Tony Costa remembers those trips. Frank Machado, crippled by multiple sclerosis; Melba Carlson, impaired by a severe arthritis; and he were driven to their treatments in a taxi by Cliff Kirkemo, who owned his cab, and was paid by the county with March of Dimes funds for the service. The children became close friends.
Frank Machado was always cheerful, according to Ruth. As a man, after he had successfully operated his own store in west Arcata for many years, he traveled to Portugal to visit the village of his family, where he rode at the head of a parade the villagers formed to honor him. When he returned, he visited Ruth, who claims she’ll never forget his joy in describing this climax to his life.
“I just loved all those children,” she says, “and it always thrilled me to see them succeed as so many have.”
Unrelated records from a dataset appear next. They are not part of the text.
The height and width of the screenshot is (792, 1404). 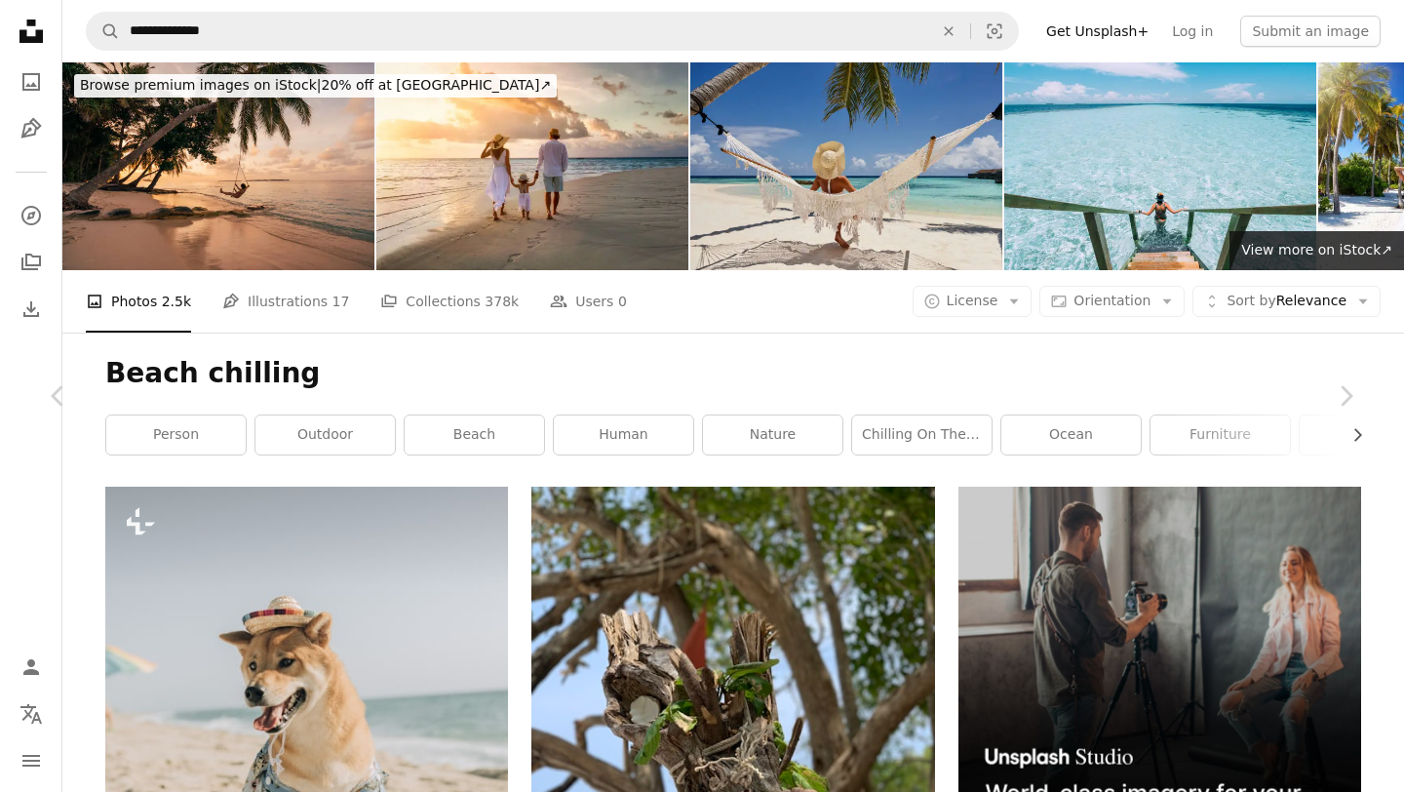 What do you see at coordinates (31, 129) in the screenshot?
I see `a: Illustrations` at bounding box center [31, 129]. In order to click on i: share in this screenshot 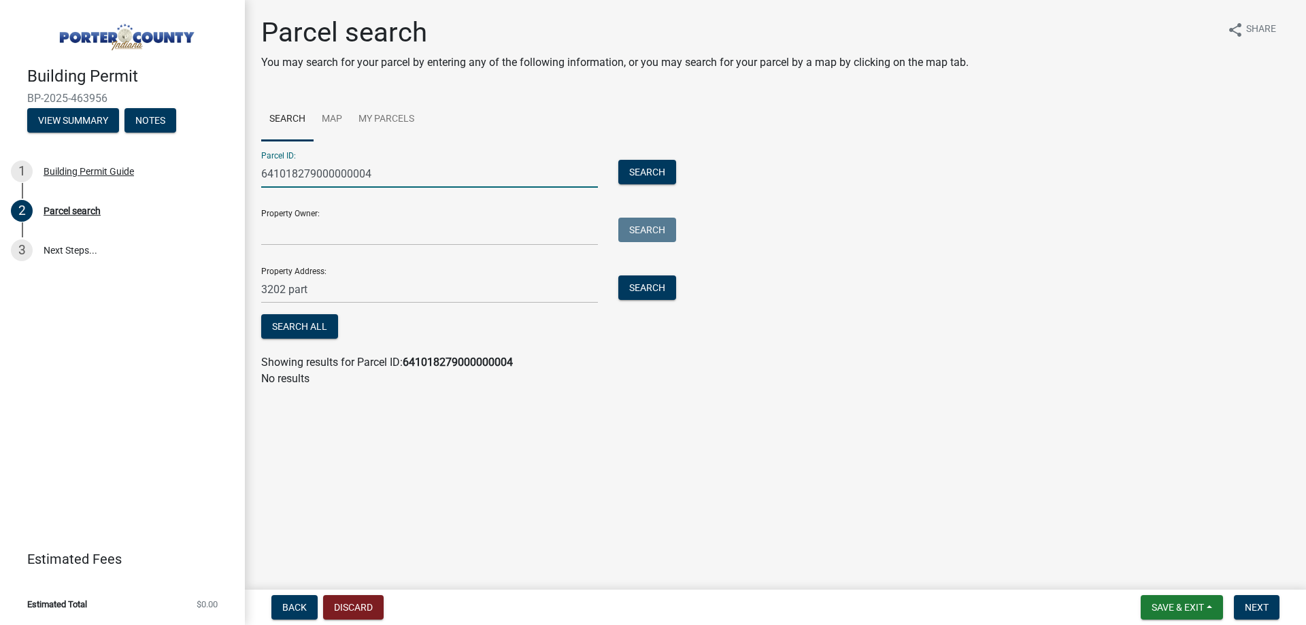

A source of pride for Tony Costa, his wife Joanne, and their family is the large, attractive home which, in spite of his handicap, he built largely by himself, “…with a little help,” he grins. “I did carry the stone and mix the mortar for the huge fireplace and hearth.”
Ruth’s career as a therapist continued, with two short breaks, until 1957. The period at the Sixth and J streets house did not last long. Instead of having the children come to her, she went to the children at the hospital.
Polio continued its course until 1955 when the Salk vaccine was finally approved for general use. Other crippling diseases have not been as effectively attacked. However, as Ruth points out, therapy and surgical techniques have improved. It was difficult in the early days because there was no orthopedic surgeon in Humboldt. “We depended on Dr. Howard Markel from San Francisco, who came here to hold clinics and care for our patients.
“Today,” Ruth continued, “we have discovered among aging former polio victims a weakening of the muscles, a postpolio syndrome.”
Among her patients in the later years was John Argo, who had a career with the city schools. He says that he owes much to Ruth for her patience in treating him after polio. “Therapy is very tedious and repetitive, but she would always keep my spirits up.”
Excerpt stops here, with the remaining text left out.